The water glinted almost at his feet. All around it the land folded tightly downwards, as if hiding it under a fringe of black rock and hanging woods. He’d arrived among a cluster of buildings strung along its bank, overlooking a strip of beach. It was as much a finger of the sea as a river, though upstream, to his right, it seemed ready to narrow and quieten just where the far side of the little cove he was in cut it off from view. To his left, the near side of the cove ended in low cliffs that hid the sea. Straight across from him was a postcard-quaint village gathered around the mouth of a creek. There were boats moored between, most covered in tarpaulins, as if hibernating. From among the buildings behind came occasional voices, the noise of windows opening. Morning sounds.

 
Further downstream on the opposite bank, the broad Pendurra woods curved round and closed off the view. They didn’t look so deep or dark. He could see the edge of them, and the top. Just a patch of green, like on the map, with normal stuff around it, roads and farms and fields.

 
Was he really going to go back there and try to understand whatever secret it hid, try to make sense of everything he had seen and heard? Him?

 
All he had to go on was what Miss Grey had given him – a name, and a few words, a senseless promise – and the memory of turning Marina’s hands in his. He’d find her, somehow. He’d trust Miss Grey, like he should have all along.
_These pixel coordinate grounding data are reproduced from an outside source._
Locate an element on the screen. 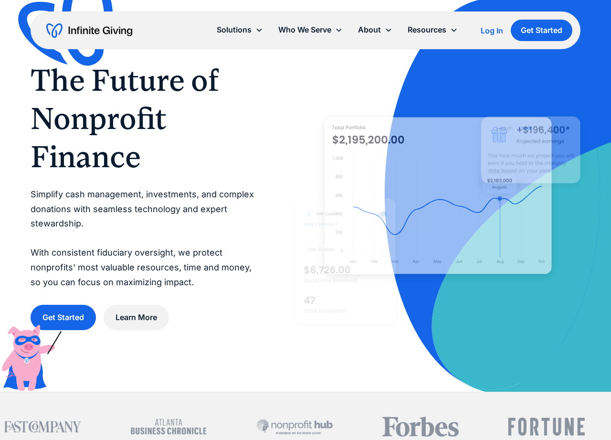 Image resolution: width=611 pixels, height=440 pixels. h1: The Future of Nonprofit Finance is located at coordinates (144, 118).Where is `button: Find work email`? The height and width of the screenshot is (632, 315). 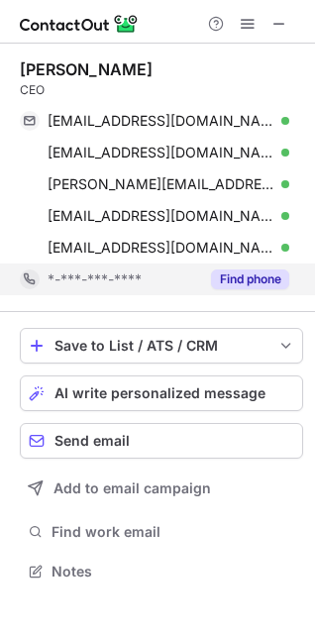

Things had only turned bad when he’d started trying to know better than her.

 
He looked at his feet with a twinge of guilt.

 
Nothing incomprehensible about that instruction.
Don’t put them on again. Let the earth hold you up.
Mad, maybe, but not incomprehensible.

 
He’d put his shoes and socks on that morning, up in Hester’s tiny spare room, because . . . For no particular reason. Because that was what you did in the morning, what normally happened. You put your shoes on.

 
A small floating jetty stuck out from the edge of the beach, its landward end mounted on wheels so it could follow the tide up and down. That had to be where the ferry went from, Gav thought, though there was no boat tied up to it. All the vessels on the moorings clogging this patch of the river were silent and unmanned. The only activity was on the shore beyond him. Someone at the far end of the beach had unloaded a small inflatable from the back of a Land Rover and was hauling it down to the water.

 
Gawain sat on the edge of the road, took off his shoes and stuffed his socks inside them. He dug his toes into the sand. He thought it a bit unlikely that Miss Grey would only have wanted him to go barefoot once he got to a beach, but it was a start, he told himself. Got to start somewhere.